Maybe that’s what I should do? I’m already tired of searching for the truth. No one knows it.

Believers say that God knows it. Even if I believed in God I wouldn’t take that for granted. The creator of the universe, the most powerful being in it, couldn’t be interested in a poker game dealt by piddling little people, or in some truth of theirs. He wouldn’t have either the time or the desire for it. He’d be worried about entirely different things: the collision of galaxies or the birth of stars. I’m certainly not anyone’s creator, nor am I particularly powerful, but individual people concern me less and less, even my former friends. Then why should God himself be concerned about them?

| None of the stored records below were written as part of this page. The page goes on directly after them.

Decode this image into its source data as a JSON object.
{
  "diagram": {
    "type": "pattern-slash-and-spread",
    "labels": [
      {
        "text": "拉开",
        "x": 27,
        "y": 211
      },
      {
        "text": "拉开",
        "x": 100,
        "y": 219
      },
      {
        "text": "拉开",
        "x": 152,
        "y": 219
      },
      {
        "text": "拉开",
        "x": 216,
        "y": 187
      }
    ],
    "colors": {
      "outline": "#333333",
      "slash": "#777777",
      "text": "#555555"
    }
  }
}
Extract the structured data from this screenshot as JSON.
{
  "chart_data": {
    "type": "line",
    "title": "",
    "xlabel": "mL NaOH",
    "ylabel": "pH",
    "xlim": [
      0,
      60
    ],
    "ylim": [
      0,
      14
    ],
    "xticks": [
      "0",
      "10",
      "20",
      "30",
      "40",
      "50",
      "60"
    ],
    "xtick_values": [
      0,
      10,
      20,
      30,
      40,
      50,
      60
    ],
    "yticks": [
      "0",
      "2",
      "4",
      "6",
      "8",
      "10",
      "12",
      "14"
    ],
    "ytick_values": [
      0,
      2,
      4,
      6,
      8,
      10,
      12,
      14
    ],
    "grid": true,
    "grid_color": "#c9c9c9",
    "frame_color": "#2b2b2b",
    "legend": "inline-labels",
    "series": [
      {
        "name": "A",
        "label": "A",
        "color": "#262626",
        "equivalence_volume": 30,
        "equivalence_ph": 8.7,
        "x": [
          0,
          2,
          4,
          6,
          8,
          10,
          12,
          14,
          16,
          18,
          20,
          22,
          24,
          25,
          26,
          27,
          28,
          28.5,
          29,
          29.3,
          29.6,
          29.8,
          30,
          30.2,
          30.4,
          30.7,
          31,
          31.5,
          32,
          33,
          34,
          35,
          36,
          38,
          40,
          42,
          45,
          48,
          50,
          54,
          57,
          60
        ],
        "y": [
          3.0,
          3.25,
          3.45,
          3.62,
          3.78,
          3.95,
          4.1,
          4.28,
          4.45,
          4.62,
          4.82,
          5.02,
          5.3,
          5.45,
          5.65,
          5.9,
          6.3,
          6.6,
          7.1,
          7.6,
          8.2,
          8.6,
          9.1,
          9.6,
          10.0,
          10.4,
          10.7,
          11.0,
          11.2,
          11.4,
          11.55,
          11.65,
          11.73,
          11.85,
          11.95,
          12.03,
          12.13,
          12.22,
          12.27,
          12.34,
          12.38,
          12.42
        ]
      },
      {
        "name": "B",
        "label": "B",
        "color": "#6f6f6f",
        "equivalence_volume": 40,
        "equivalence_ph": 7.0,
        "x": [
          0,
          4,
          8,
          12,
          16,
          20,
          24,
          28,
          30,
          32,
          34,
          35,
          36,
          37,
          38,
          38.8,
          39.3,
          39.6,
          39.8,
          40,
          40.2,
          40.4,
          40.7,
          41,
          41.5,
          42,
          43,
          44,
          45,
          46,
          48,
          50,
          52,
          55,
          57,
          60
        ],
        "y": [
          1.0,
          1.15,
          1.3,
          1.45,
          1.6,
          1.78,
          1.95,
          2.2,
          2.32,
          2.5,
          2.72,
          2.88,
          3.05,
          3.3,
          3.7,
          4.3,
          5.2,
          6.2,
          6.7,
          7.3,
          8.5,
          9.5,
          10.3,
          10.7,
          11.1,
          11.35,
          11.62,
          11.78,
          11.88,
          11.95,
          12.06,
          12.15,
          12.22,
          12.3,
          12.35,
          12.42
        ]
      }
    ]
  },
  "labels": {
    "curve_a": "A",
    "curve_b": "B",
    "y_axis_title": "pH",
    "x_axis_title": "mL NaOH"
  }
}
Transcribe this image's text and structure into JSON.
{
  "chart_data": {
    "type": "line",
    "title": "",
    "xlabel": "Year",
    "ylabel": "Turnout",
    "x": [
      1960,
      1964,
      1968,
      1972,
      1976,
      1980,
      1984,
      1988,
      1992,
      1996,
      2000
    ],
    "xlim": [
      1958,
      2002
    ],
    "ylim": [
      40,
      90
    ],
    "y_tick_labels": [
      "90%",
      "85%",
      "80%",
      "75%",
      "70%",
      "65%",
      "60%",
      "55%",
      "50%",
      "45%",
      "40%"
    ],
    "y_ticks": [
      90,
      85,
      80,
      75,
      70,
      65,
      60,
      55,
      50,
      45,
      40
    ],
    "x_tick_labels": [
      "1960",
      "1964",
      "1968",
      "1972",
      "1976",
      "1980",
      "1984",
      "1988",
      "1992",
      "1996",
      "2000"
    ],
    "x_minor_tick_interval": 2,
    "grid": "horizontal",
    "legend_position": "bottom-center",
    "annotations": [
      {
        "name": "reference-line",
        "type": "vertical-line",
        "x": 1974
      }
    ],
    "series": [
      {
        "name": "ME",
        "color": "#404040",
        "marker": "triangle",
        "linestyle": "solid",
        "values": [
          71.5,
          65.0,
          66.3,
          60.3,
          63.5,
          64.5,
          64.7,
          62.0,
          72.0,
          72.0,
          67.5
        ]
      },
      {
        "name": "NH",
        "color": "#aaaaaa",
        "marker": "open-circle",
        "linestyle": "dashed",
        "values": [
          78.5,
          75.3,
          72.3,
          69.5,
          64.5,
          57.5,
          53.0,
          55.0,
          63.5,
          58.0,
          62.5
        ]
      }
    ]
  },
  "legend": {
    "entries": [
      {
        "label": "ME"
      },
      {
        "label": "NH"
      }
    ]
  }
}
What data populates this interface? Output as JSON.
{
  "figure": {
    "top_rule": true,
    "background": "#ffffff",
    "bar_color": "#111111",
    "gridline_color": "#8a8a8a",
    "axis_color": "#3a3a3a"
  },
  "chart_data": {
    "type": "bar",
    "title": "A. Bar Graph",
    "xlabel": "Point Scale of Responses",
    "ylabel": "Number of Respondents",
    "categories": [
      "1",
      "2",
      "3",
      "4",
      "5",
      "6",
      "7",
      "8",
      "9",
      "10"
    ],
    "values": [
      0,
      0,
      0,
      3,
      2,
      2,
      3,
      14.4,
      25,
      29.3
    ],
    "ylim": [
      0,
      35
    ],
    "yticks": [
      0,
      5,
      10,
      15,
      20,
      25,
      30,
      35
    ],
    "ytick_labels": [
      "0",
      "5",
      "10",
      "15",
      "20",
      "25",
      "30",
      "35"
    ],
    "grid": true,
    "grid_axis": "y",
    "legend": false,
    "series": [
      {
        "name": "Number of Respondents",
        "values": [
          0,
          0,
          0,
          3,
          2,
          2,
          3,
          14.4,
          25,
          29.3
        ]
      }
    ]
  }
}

So, who knows the real truth?

I suppose no one does. It’s dangerous to positively assert anything about a human. A human is significantly larger than any proposition. Maybe it would be more appropriate to speak of them only in negatives? Lolita Banytė-Žilienė’s father was not a shoemaker. She was not bald, she wasn’t lame, she was never a boy. You could go on this way indefinitely. But there won’t be any real answers anyway, because only Nobody knows.